_Assigned task_: Copy the listing below exactly, but skip the pictures.

_Exercise input_:
....
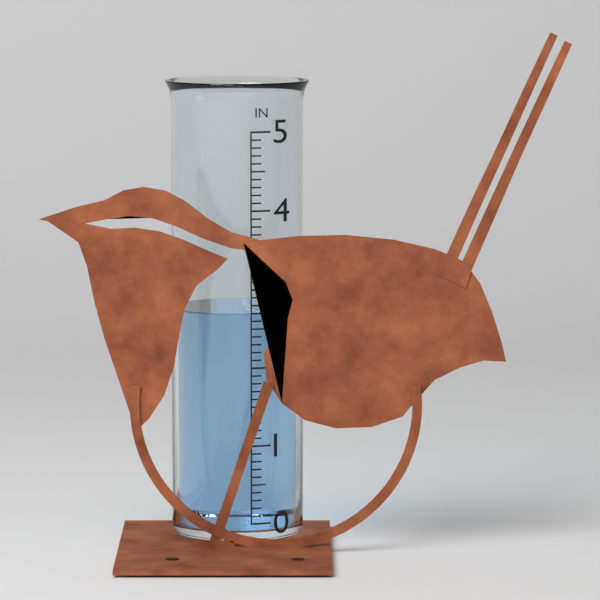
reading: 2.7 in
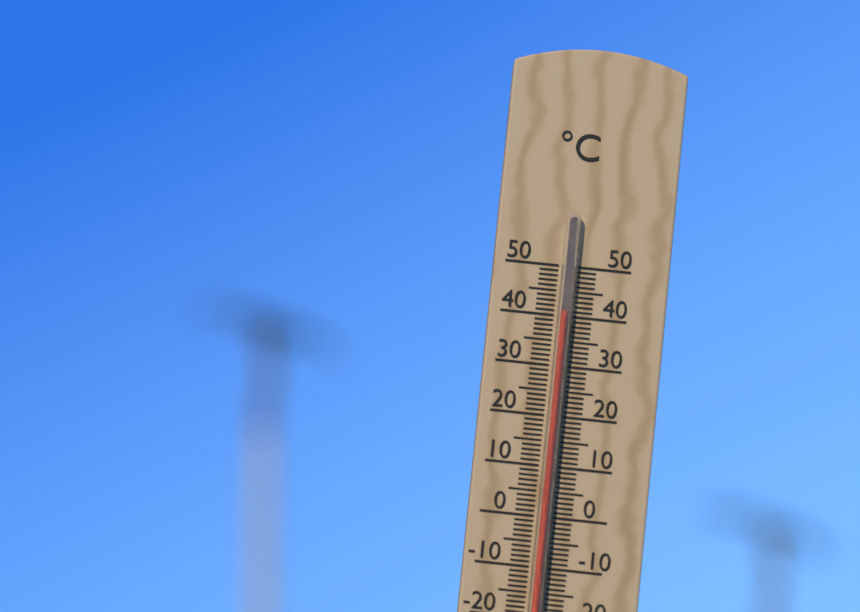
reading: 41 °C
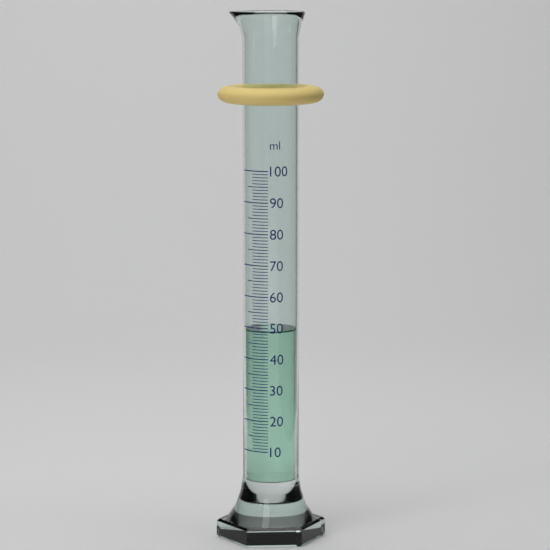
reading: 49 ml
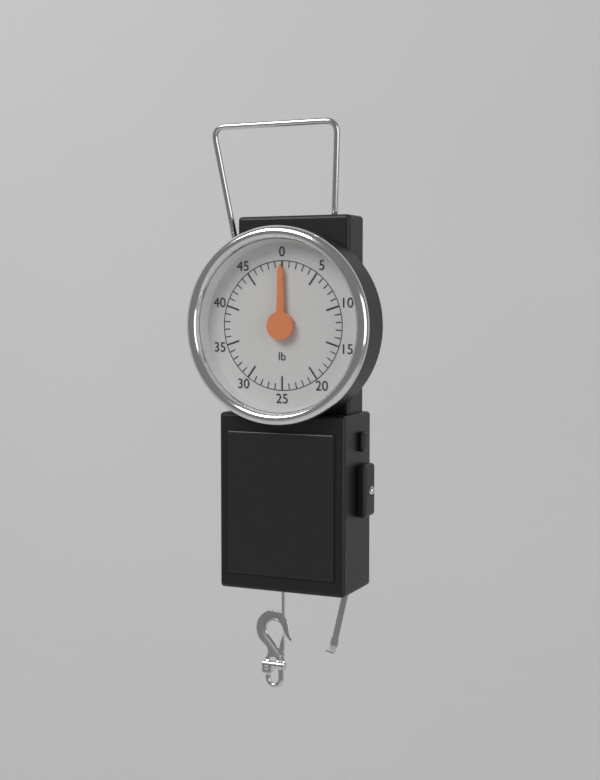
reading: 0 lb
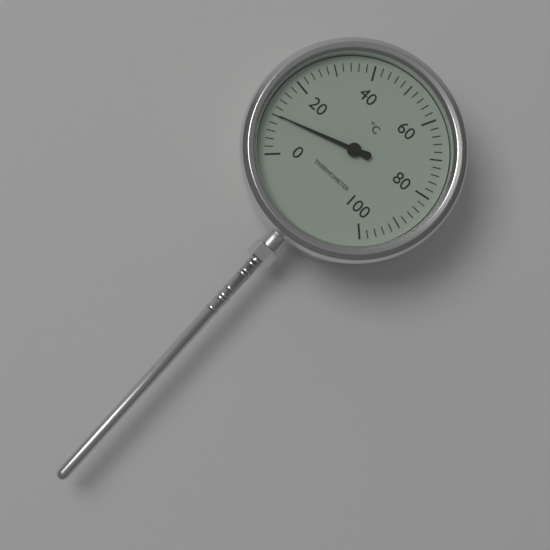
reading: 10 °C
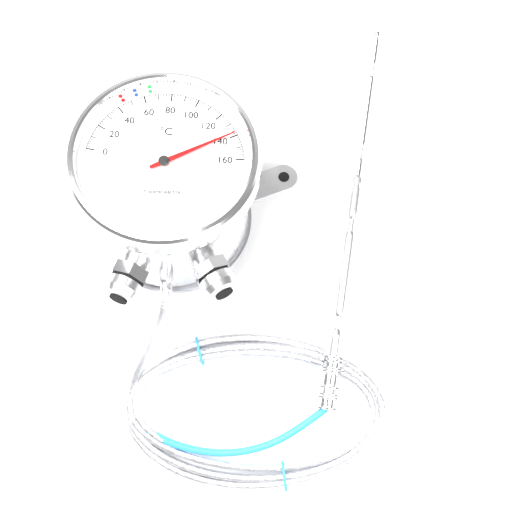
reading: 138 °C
....
_Solved exercise_:
reading: 2.7 in
reading: 41 °C
reading: 49 ml
reading: 0 lb
reading: 10 °C
reading: 138 °C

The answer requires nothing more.